2.3. Smart functions

In addition to the benefits of the operation in closed-loop mode (e.g. reduction of the time constant, operation at a defined working point, improvement of the measurement dynamics), the feedback path enables smart functions. This has been extensively studied for in the case of accelerometer or pressure sensor [14]. The basic smart functions of a smart sensor are self-test, self-calibration or autorange.
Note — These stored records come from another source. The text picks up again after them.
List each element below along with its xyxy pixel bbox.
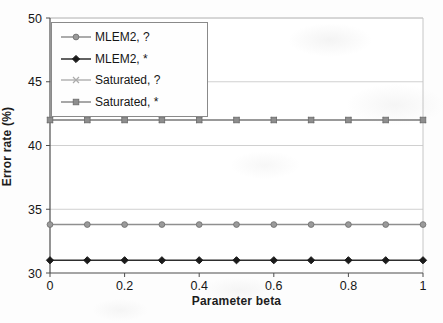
square-marker-icon xyxy=(47,117,53,123)
square-marker-icon xyxy=(122,117,128,123)
circle-marker-icon xyxy=(196,222,202,228)
circle-marker-icon xyxy=(271,222,277,228)
circle-marker-icon xyxy=(234,222,240,228)
legend-label: Saturated, * xyxy=(95,95,158,109)
diamond-marker-icon xyxy=(72,55,79,62)
legend-label: Saturated, ? xyxy=(95,73,160,87)
legend-swatch xyxy=(60,95,92,109)
y-tick-label: 35 xyxy=(28,203,42,217)
square-marker-icon xyxy=(159,117,165,123)
square-marker-icon xyxy=(271,117,277,123)
legend-swatch xyxy=(60,73,92,87)
square-marker-icon xyxy=(420,117,426,123)
legend-label: MLEM2, * xyxy=(95,52,148,66)
y-tick-label: 40 xyxy=(28,139,42,153)
circle-marker-icon xyxy=(159,222,165,228)
circle-marker-icon xyxy=(383,222,389,228)
x-tick-label: 0.8 xyxy=(340,279,357,293)
legend-item: MLEM2, * xyxy=(60,48,207,69)
legend-label: MLEM2, ? xyxy=(95,30,150,44)
circle-marker-icon xyxy=(346,222,352,228)
x-tick-label: 0.2 xyxy=(116,279,133,293)
circle-marker-icon xyxy=(122,222,128,228)
circle-marker-icon xyxy=(308,222,314,228)
square-marker-icon xyxy=(85,117,91,123)
x-axis-title: Parameter beta xyxy=(50,294,423,308)
square-marker-icon xyxy=(196,117,202,123)
legend: MLEM2, ?MLEM2, *Saturated, ?Saturated, * xyxy=(51,22,208,117)
square-marker-icon xyxy=(73,99,79,105)
error-rate-vs-beta-chart: 303540455000.20.40.60.81 Error rate (%) … xyxy=(0,0,443,323)
legend-swatch xyxy=(60,52,92,66)
square-marker-icon xyxy=(383,117,389,123)
x-tick-label: 1 xyxy=(420,279,427,293)
circle-marker-icon xyxy=(73,34,79,40)
circle-marker-icon xyxy=(84,222,90,228)
x-tick-label: 0.4 xyxy=(191,279,208,293)
legend-swatch xyxy=(60,30,92,44)
y-tick-label: 45 xyxy=(28,75,42,89)
square-marker-icon xyxy=(234,117,240,123)
circle-marker-icon xyxy=(47,222,53,228)
x-tick-label: 0 xyxy=(47,279,54,293)
x-tick-label: 0.6 xyxy=(265,279,282,293)
legend-item: Saturated, ? xyxy=(60,70,207,91)
y-axis-title: Error rate (%) xyxy=(0,82,15,212)
square-marker-icon xyxy=(346,117,352,123)
y-tick-label: 30 xyxy=(28,267,42,281)
y-tick-label: 50 xyxy=(28,12,42,26)
legend-item: Saturated, * xyxy=(60,92,207,113)
legend-item: MLEM2, ? xyxy=(60,26,207,47)
circle-marker-icon xyxy=(420,222,426,228)
square-marker-icon xyxy=(308,117,314,123)
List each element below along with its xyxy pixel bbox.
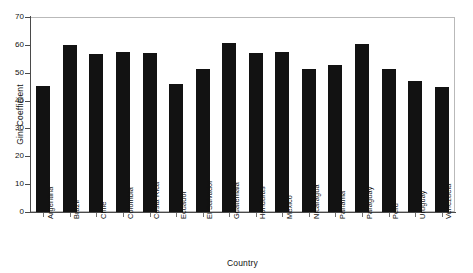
gini-coefficient-bar-chart: Gini Coefficient 010203040506070 Argenti…	[0, 0, 473, 273]
bar	[89, 54, 103, 212]
x-tick-label: Mexico	[286, 195, 294, 219]
x-tick-label: Venezuela	[445, 184, 453, 219]
x-tick-mark	[389, 213, 390, 217]
y-tick-label: 50	[2, 69, 24, 77]
x-tick-label: Panama	[339, 191, 347, 219]
x-tick-mark	[176, 213, 177, 217]
x-tick-mark	[229, 213, 230, 217]
x-tick-mark	[442, 213, 443, 217]
y-tick-label-wrap: 0	[0, 208, 24, 216]
y-tick-label-wrap: 10	[0, 180, 24, 188]
x-tick-label: Nicaragua	[313, 184, 321, 219]
x-tick-mark	[150, 213, 151, 217]
x-tick-label: Argentina	[47, 186, 55, 219]
y-tick-label-wrap: 20	[0, 152, 24, 160]
x-tick-label: Ecuador	[180, 191, 188, 219]
x-tick-mark	[43, 213, 44, 217]
y-tick-label-wrap: 70	[0, 13, 24, 21]
x-tick-label: Costa Rica	[153, 182, 161, 219]
x-tick-mark	[309, 213, 310, 217]
y-tick-label: 0	[2, 208, 24, 216]
x-tick-mark	[96, 213, 97, 217]
x-tick-label: Paraguay	[366, 187, 374, 219]
y-tick-label-wrap: 30	[0, 124, 24, 132]
y-tick-label: 40	[2, 97, 24, 105]
x-tick-mark	[415, 213, 416, 217]
y-tick-label-wrap: 50	[0, 69, 24, 77]
x-tick-label: El Salvador	[206, 180, 214, 219]
bar	[382, 69, 396, 212]
x-tick-label: Uruguay	[419, 190, 427, 219]
bar	[63, 45, 77, 212]
x-tick-mark	[282, 213, 283, 217]
y-tick-label: 60	[2, 41, 24, 49]
y-tick-label: 70	[2, 13, 24, 21]
x-tick-label: Peru	[392, 203, 400, 219]
x-tick-mark	[335, 213, 336, 217]
x-tick-label: Chile	[100, 202, 108, 219]
bar	[275, 52, 289, 212]
x-tick-label: Colombia	[127, 187, 135, 219]
x-axis-title: Country	[30, 258, 455, 268]
x-tick-mark	[362, 213, 363, 217]
bar-series	[30, 17, 455, 212]
x-tick-label: Brazil	[73, 200, 81, 219]
x-tick-mark	[256, 213, 257, 217]
y-tick-label-wrap: 60	[0, 41, 24, 49]
y-tick-label: 10	[2, 180, 24, 188]
x-tick-label: Guatemala	[233, 182, 241, 219]
y-tick-label: 30	[2, 124, 24, 132]
x-tick-mark	[123, 213, 124, 217]
y-tick-label-wrap: 40	[0, 97, 24, 105]
y-tick-label: 20	[2, 152, 24, 160]
x-tick-label: Honduras	[259, 186, 267, 219]
x-tick-mark	[70, 213, 71, 217]
x-tick-mark	[203, 213, 204, 217]
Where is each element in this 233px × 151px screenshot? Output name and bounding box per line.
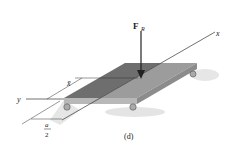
force-label: F (133, 21, 139, 31)
plate-front-face (64, 98, 137, 104)
distributed-load-diagram: F R x y x̄ a 2 (d) (0, 0, 233, 151)
x-axis-label: x (215, 29, 220, 38)
xbar-label: x̄ (66, 79, 71, 88)
a-numerator: a (45, 121, 49, 129)
force-subscript: R (140, 26, 145, 32)
a-denominator: 2 (45, 131, 49, 139)
figure-caption: (d) (124, 132, 134, 141)
support-foot (190, 71, 196, 77)
support-foot (64, 104, 70, 110)
y-axis-label: y (16, 95, 21, 104)
support-foot (130, 104, 136, 110)
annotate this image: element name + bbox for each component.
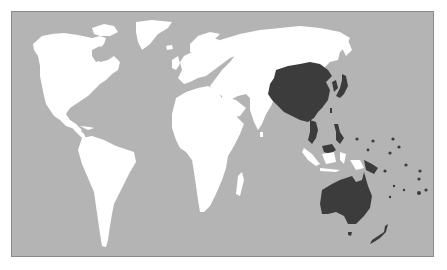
world-map [0, 0, 447, 270]
north-america [33, 33, 120, 132]
central-america [70, 120, 86, 138]
papua-new-guinea-highlight [364, 160, 378, 174]
philippines-highlight [334, 124, 344, 144]
indonesia [302, 148, 320, 166]
south-america [78, 136, 136, 247]
korea-highlight [332, 80, 338, 92]
arctic-islands [92, 24, 118, 36]
australia-highlight [320, 172, 372, 224]
china-highlight [268, 62, 332, 122]
greenland [136, 20, 172, 50]
new-zealand-highlight [370, 224, 388, 244]
southeast-asia-highlight [308, 120, 318, 144]
japan-highlight [336, 74, 348, 98]
india [250, 94, 272, 130]
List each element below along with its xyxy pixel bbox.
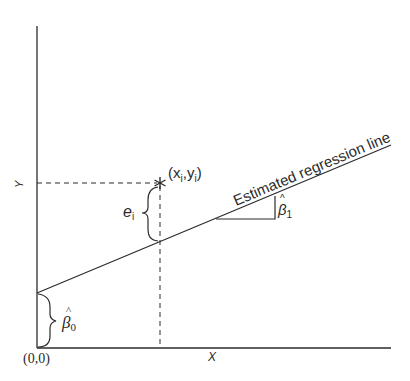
residual-brace-icon <box>142 187 158 241</box>
intercept-label: β0 <box>61 313 76 333</box>
residual-label: ei <box>123 203 134 222</box>
regression-line-label: Estimated regression line <box>231 128 393 209</box>
y-axis-label: Y <box>13 180 25 188</box>
x-axis-label: X <box>207 350 217 364</box>
regression-line <box>37 145 391 293</box>
slope-label: β1 <box>277 201 293 220</box>
regression-diagram: (xi,yi) ei ^ β1 Estimated regression lin… <box>0 0 410 381</box>
point-label: (xi,yi) <box>168 164 202 184</box>
origin-label: (0,0) <box>23 351 50 367</box>
intercept-brace-icon <box>38 294 56 347</box>
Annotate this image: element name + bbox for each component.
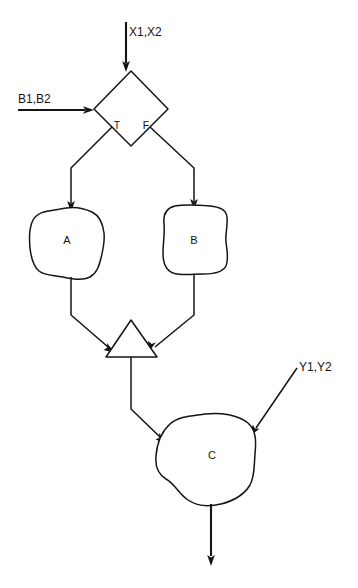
edge-input-y [250,368,297,436]
flowchart-svg: X1,X2 B1,B2 T F A B [0,0,358,588]
input-label-x: X1,X2 [129,25,162,39]
branch-label-false: F [143,119,149,131]
input-label-b: B1,B2 [18,92,51,106]
merge-triangle [106,320,157,357]
edge-decision-to-b [150,127,198,210]
edge-output [207,504,215,566]
input-label-y: Y1,Y2 [299,360,332,374]
edge-b-to-merge [148,275,194,353]
process-node-c [156,413,256,505]
branch-label-true: T [114,119,121,131]
edge-a-to-merge [71,277,115,353]
edge-decision-to-a [67,127,112,212]
edge-merge-to-c [131,357,167,443]
process-label-a: A [63,234,71,246]
process-label-c: C [208,449,216,461]
flowchart-canvas: X1,X2 B1,B2 T F A B [0,0,358,588]
process-label-b: B [190,234,197,246]
edge-input-b [18,106,94,114]
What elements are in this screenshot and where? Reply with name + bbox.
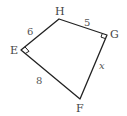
- quadrilateral-EHGF: [21, 19, 107, 99]
- right-angle-marker-E: [25, 47, 29, 54]
- vertex-label-F: F: [76, 102, 84, 115]
- vertex-label-E: E: [10, 44, 18, 57]
- vertex-label-G: G: [110, 28, 119, 41]
- side-label-HG: 5: [84, 17, 90, 28]
- side-label-EF: 8: [36, 75, 42, 86]
- quadrilateral-diagram: H G E F 6 5 8 x: [0, 0, 127, 116]
- side-label-GF: x: [99, 60, 105, 71]
- side-label-EH: 6: [27, 26, 33, 37]
- vertex-label-H: H: [55, 5, 65, 18]
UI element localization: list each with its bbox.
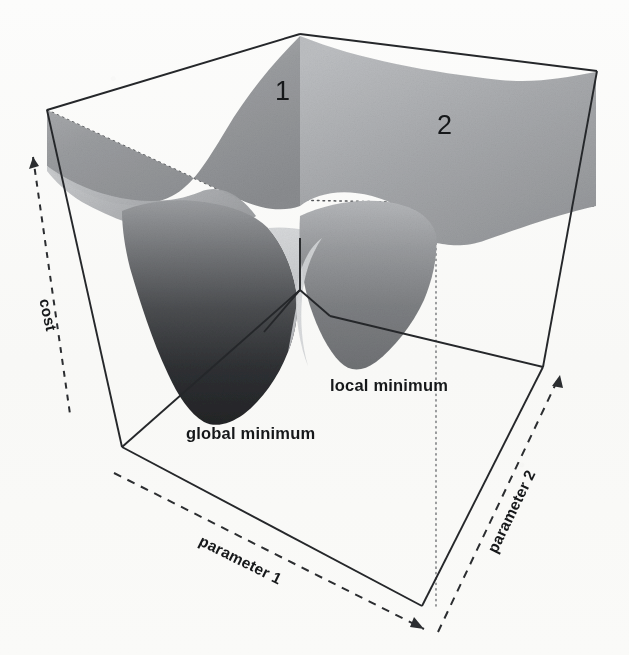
axis-parameter-1-arrow	[114, 473, 424, 629]
axis-parameter-2-arrowhead	[552, 375, 563, 388]
region-label-2: 2	[437, 110, 452, 141]
region-label-1: 1	[275, 76, 290, 107]
callout-local-minimum: local minimum	[330, 376, 448, 395]
axis-cost-arrow	[33, 157, 70, 414]
callout-global-minimum: global minimum	[186, 424, 315, 443]
axis-parameter-2-arrow	[438, 375, 560, 632]
surface-global-minimum-basin	[122, 200, 297, 425]
surface-local-minimum-basin	[299, 201, 436, 370]
cost-surface	[47, 36, 596, 425]
surface-plot-svg	[0, 0, 629, 655]
axis-parameter-1-arrowhead	[410, 617, 424, 629]
surface-region-1	[47, 36, 300, 209]
axis-cost-arrowhead	[29, 157, 39, 169]
cost-surface-figure: 1 2 global minimum local minimum cost pa…	[0, 0, 629, 655]
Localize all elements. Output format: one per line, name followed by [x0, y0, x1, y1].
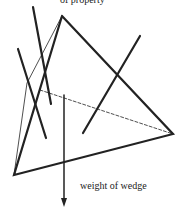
wedge-face — [14, 16, 173, 175]
arrow-head-icon — [61, 198, 67, 207]
wedge-diagram: of property weight of wedge — [0, 0, 179, 214]
discontinuity-line-3 — [83, 36, 140, 133]
discontinuity-line-1 — [33, 7, 51, 104]
discontinuity-line-2 — [18, 49, 46, 138]
weight-label: weight of wedge — [80, 180, 147, 191]
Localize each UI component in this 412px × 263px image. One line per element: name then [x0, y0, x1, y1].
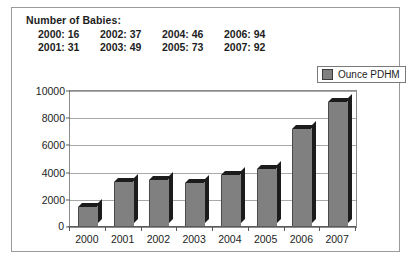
bar-slot	[142, 91, 178, 227]
x-axis: 0 20002001200220032004200520062007	[69, 226, 355, 256]
bar-slot	[177, 91, 213, 227]
caption-cell: 2000: 16	[38, 28, 100, 41]
bar-slot	[106, 91, 142, 227]
caption-title: Number of Babies:	[26, 14, 286, 26]
y-axis-tick-label: 6000	[42, 139, 65, 151]
caption-cell: 2003: 49	[100, 41, 162, 54]
x-tick-mark	[284, 227, 285, 231]
x-tick-mark	[141, 227, 142, 231]
x-axis-tick-label: 2007	[319, 233, 355, 245]
legend-label: Ounce PDHM	[338, 69, 400, 80]
x-axis-tick-label: 2001	[105, 233, 141, 245]
bar	[185, 183, 205, 227]
bar	[257, 169, 277, 227]
chart-panel: Number of Babies: 2000: 16 2002: 37 2004…	[11, 7, 400, 252]
caption-cell: 2004: 46	[162, 28, 224, 41]
bar-slot	[320, 91, 356, 227]
bar-slot	[249, 91, 285, 227]
caption-row: 2001: 31 2003: 49 2005: 73 2007: 92	[38, 41, 286, 54]
x-tick-mark	[212, 227, 213, 231]
y-axis-tick-label: 2000	[42, 194, 65, 206]
x-tick-mark	[69, 227, 70, 231]
bar	[221, 175, 241, 227]
chart-screenshot: Number of Babies: 2000: 16 2002: 37 2004…	[0, 0, 412, 263]
bar-series	[70, 91, 356, 227]
caption-rows: 2000: 16 2002: 37 2004: 46 2006: 94 2001…	[38, 28, 286, 54]
x-tick-mark	[248, 227, 249, 231]
bar	[292, 129, 312, 227]
x-axis-labels: 20002001200220032004200520062007	[69, 233, 355, 245]
caption-row: 2000: 16 2002: 37 2004: 46 2006: 94	[38, 28, 286, 41]
x-axis-tick-label: 2004	[212, 233, 248, 245]
x-tick-mark	[176, 227, 177, 231]
x-axis-tick-label: 2002	[141, 233, 177, 245]
bar-slot	[213, 91, 249, 227]
bar-slot	[70, 91, 106, 227]
y-axis-tick-label: 8000	[42, 112, 65, 124]
x-axis-tick-label: 2005	[248, 233, 284, 245]
x-tick-mark	[105, 227, 106, 231]
chart-legend: Ounce PDHM	[317, 66, 406, 83]
caption-cell: 2002: 37	[100, 28, 162, 41]
y-axis-tick-label: 10000	[36, 85, 65, 97]
bar	[114, 182, 134, 227]
y-axis-tick-label: 4000	[42, 167, 65, 179]
bar	[149, 180, 169, 227]
bar	[328, 102, 348, 227]
caption-cell: 2007: 92	[224, 41, 286, 54]
caption-cell: 2005: 73	[162, 41, 224, 54]
plot-area: 200040006000800010000	[69, 90, 357, 228]
bar-slot	[285, 91, 321, 227]
caption-cell: 2006: 94	[224, 28, 286, 41]
x-axis-tick-label: 2006	[284, 233, 320, 245]
caption-block: Number of Babies: 2000: 16 2002: 37 2004…	[26, 14, 286, 54]
x-tick-mark	[319, 227, 320, 231]
caption-cell: 2001: 31	[38, 41, 100, 54]
x-axis-tick-label: 2003	[176, 233, 212, 245]
bar	[78, 207, 98, 227]
y-axis-zero-label: 0	[58, 220, 64, 232]
legend-swatch-icon	[322, 69, 333, 80]
x-tick-mark	[355, 227, 356, 231]
x-axis-tick-label: 2000	[69, 233, 105, 245]
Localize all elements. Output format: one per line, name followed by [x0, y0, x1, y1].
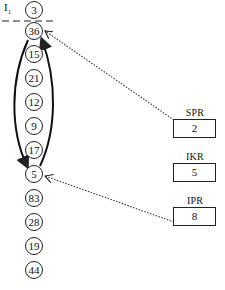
stack-node: 28 [25, 213, 43, 231]
stack-node: 3 [25, 1, 43, 19]
stack-node: 15 [25, 45, 43, 63]
stack-node: 17 [25, 141, 43, 159]
stack-node: 5 [25, 165, 43, 183]
spr-pointer-arrow [45, 31, 174, 120]
stack-node: 83 [25, 189, 43, 207]
stack-node: 21 [25, 69, 43, 87]
stack-node: 12 [25, 93, 43, 111]
spr-label: SPR [173, 107, 217, 118]
ipr-pointer-arrow [45, 176, 174, 222]
stack-register-diagram: I1 3 36 15 21 12 9 17 5 83 28 19 44 SPR … [0, 0, 225, 290]
ikr-label: IKR [173, 151, 217, 162]
stack-node: 19 [25, 237, 43, 255]
stack-node: 44 [25, 261, 43, 279]
ikr-value-box: 5 [173, 163, 216, 182]
spr-value-box: 2 [173, 119, 216, 138]
ipr-value-box: 8 [173, 207, 216, 226]
ipr-label: IPR [173, 195, 217, 206]
stack-node: 9 [25, 117, 43, 135]
stack-node: 36 [25, 22, 43, 40]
Identification in open and closed-loop is another smart function that enables the monitoring of the aging of the sensor. It consequently allows the update of the feedback controller. Those smart functions correspond to algorithms implemented in the digital part of the smart sensor. The main objective of the standard VHDL modeling is to dynamically test and validate algorithms in their operating context, i.e. the mixed analogous-digital and multi-domain high level context.

3. Modeling technique

3.1. Principle and advantages of the modeling technique with standard VHDL

In such a mixed analogous/digital and multi-domain context new challenges are faced to simulate the whole device and commonly used design approaches are no more suitable. The modeling technique presented in this paper consists in the modeling of analogous blocks in such a way that simulations are performed in a fully digital environment. This event-driven analog modeling technique enables:

(i) To considerably reduce the simulation time compared to time-driven simulations using for instance Spice, Cadence Analog Design Environment (ADE) or Matlab-Simulink [15],

(ii) to get rid of convergence issues usually observed with other techniques by the use of existing digital simulation software (ModelSim, NCSim,…).

This approach is useful:

(i) during the design phase, to develop and to validate algorithms at top level. In this way, algorithms are dynamically validated in their context, i.e. with interactions between digital and analog parts. Moreover, this approach enables implicit connectivity check between the blocks.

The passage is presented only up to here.